Students were engrossed as Rebecca Scheinberg described the food chain in the ocean, asking, "What is plankton?"
"Microscopic sea bugs," a child piped up.
"A perfect answer," said Scheinberg, explaining that phytoplankton "look really weird" -- different from plants on land because of waves and currents and other conditions in the ocean.
"I love science," said Joshua Pokraka, Wilson Elementary fourth-grader. "You get to explore. You get to discover things."
He said he discovered a silver rock once while camping with his dad in the woods somewhere.
Also proclaiming their love for science were eighth-graders Amy Higham and Mikel Zichittell and sixth-grader Jesse Nielsen, all of the Academy of the Pacific.
"I always get A-pluses," Zichittell said. Hanael Chang and eighth-grade classmates from King Intermediate wore bands on their faces reading "E=mc2," which they excitedly explained meant Einstein's theory of relativity.
Students were enthralled as researchers mixed shaving cream with a little water and food coloring, put it in bottles and added dry-ice cubes to create eruptions.
The mixtures bubbled up and over and shot geysers into the air, to appreciative squeals and "ohs" from the crowd.

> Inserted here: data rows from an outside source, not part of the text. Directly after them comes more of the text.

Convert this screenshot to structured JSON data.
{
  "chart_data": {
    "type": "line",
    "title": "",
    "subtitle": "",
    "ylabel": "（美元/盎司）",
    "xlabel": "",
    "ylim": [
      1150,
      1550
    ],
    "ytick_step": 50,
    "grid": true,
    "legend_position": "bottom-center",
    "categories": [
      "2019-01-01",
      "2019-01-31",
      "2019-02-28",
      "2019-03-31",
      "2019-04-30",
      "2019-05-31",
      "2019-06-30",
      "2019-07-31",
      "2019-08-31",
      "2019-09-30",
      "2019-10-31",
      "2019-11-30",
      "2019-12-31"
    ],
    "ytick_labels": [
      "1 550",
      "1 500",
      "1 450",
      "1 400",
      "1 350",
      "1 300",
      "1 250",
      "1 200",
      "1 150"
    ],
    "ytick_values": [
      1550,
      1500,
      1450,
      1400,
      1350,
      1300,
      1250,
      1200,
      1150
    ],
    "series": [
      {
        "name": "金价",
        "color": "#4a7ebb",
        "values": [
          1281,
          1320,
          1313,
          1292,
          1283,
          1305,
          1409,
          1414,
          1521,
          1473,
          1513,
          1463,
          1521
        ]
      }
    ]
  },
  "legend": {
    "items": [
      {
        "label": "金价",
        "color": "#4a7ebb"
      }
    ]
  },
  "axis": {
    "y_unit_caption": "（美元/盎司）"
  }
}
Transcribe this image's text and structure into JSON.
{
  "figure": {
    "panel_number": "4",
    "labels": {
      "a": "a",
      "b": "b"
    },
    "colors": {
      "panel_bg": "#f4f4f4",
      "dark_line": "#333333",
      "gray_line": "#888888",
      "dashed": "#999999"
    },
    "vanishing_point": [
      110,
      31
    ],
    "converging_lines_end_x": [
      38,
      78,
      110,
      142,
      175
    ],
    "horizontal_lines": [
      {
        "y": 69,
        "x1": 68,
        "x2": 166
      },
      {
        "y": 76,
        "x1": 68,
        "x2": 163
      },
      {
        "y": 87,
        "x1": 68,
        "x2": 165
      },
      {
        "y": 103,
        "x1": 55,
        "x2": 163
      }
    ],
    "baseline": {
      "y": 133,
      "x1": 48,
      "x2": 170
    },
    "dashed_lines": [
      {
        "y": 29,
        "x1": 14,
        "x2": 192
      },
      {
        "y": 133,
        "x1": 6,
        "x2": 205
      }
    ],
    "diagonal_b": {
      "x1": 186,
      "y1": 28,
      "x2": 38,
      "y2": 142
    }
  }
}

Aaron Chan, Maryknoll fourth-grader, and his friends watched geology and geophysics professor Garrett Ito simulate a caldera, a giant volcanic sinkhole, with flour, sand and a water balloon.
"See the rings and cracks. It's all concentric, the same shape," Ito said. "And there's a landslide right there. You can pretend you're a little person there on the cliff."
"I understand how volcanoes work now," Chan said.